The Crown had to resort to different tactics: it would present separate trials for the murders of Barnes and Langley. But a couple of days later the Crown withdrew the murder charge against Langley. It believed that it had a better chance trying von Einem on the Barnes murder alone, because that was the case it had the strongest evidence for. Then came the biggest blow. After lengthy consideration, Justice Duggan ruled that evidence from the Richard Kelvin murder case, for which von Einem had been convicted, had to be disallowed. Justice Duggan also ruled that any evidence about von Einem’s alleged involvement with hitchhikers and his alleged associates was inadmissible. The case was in tatters: if the Crown went to court without all this evidence, it didn’t have a prayer of gaining a conviction. On 1 February 1991 it was all over: the Crown had no choice but to enter a nolle prosequi (unwilling to pursue) on the charge of the murder of Alan Barnes.
To the detectives who had worked tirelessly on the case for years this was a bitter pill to swallow. To the parents of Alan Barnes and the other young men who were inhumanely violated and died ghastly deaths at the hands of suspected respectable citizens, it meant that their nightmare of wondering would go on. And, to many Australians, there is little doubt that ‘the Family’ of paedophiles did, and possibly still does, exist in South Australia.
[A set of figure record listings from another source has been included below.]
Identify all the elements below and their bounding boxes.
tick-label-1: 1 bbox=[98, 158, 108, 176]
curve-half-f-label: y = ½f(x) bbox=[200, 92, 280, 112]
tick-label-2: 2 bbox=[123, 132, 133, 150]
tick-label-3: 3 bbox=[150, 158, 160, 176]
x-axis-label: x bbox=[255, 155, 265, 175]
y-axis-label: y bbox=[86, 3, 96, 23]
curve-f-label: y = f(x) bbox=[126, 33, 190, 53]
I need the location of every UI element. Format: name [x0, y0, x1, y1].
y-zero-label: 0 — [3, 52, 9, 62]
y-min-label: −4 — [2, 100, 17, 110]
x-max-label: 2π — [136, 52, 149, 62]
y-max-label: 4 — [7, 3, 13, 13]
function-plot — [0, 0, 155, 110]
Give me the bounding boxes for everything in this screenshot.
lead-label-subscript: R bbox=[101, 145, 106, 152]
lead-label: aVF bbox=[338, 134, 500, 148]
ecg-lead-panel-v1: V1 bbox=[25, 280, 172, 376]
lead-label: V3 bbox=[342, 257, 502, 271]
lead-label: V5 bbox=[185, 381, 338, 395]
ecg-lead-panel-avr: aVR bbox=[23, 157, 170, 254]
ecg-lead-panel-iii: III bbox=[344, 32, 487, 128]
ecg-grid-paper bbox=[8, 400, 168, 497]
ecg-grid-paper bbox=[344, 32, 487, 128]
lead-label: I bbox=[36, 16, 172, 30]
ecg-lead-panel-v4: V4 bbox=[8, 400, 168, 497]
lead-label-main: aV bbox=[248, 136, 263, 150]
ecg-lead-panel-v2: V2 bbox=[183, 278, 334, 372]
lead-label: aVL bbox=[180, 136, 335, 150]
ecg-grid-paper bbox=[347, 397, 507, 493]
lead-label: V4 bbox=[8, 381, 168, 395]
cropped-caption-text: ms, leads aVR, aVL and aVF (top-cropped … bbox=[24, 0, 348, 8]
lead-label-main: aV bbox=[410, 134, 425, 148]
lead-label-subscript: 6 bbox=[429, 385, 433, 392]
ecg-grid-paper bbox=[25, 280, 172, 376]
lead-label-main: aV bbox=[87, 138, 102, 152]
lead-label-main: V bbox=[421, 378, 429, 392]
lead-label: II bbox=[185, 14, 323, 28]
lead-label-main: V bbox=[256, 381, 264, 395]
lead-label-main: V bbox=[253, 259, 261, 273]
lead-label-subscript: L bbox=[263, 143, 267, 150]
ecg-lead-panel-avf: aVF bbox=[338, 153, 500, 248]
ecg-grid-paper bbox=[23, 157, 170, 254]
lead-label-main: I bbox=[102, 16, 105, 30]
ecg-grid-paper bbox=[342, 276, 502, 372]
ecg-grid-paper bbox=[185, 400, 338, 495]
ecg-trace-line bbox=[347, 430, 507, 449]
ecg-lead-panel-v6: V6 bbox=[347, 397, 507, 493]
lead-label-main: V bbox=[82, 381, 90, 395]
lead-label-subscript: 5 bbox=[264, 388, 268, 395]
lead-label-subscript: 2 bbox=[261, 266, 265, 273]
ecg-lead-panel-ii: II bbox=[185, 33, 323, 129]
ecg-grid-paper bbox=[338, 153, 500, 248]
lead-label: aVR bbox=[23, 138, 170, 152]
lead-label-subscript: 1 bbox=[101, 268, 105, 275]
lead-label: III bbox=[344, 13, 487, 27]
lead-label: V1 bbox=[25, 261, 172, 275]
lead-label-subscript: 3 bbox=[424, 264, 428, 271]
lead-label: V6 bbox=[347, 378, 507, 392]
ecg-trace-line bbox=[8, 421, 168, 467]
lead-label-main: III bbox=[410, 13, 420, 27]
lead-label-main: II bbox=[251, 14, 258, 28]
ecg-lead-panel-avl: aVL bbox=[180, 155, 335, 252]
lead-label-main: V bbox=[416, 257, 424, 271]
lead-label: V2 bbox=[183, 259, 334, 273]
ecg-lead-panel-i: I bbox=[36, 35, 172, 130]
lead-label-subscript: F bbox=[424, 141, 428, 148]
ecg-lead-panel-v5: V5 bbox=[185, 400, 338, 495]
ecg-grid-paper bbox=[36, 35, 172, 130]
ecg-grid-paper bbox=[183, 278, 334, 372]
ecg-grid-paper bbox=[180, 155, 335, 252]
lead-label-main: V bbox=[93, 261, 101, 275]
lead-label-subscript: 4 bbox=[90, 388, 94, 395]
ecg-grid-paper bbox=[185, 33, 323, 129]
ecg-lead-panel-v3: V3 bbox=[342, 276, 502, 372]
Many people also believe that there are more victims as yet undiscovered – transient hitchhikers from other states and young tourists, perhaps. These people are convinced, too, that the tall blond accountant with the aristocratic name of Bevan Spencer von Einem knows where the bodies are buried and who the guilty parties are. But while he does his time in Yatala Prison, he is keeping his dark secrets to himself.
>Author’s note: Two of the three detectives who allegedly threw Dr George Duncan in the River Torrens in May 1972 and left him to drown were eventually brought to trial in 1987 in the SA Supreme Court, charged with manslaughter. After a three-week trial, both were found not guilty.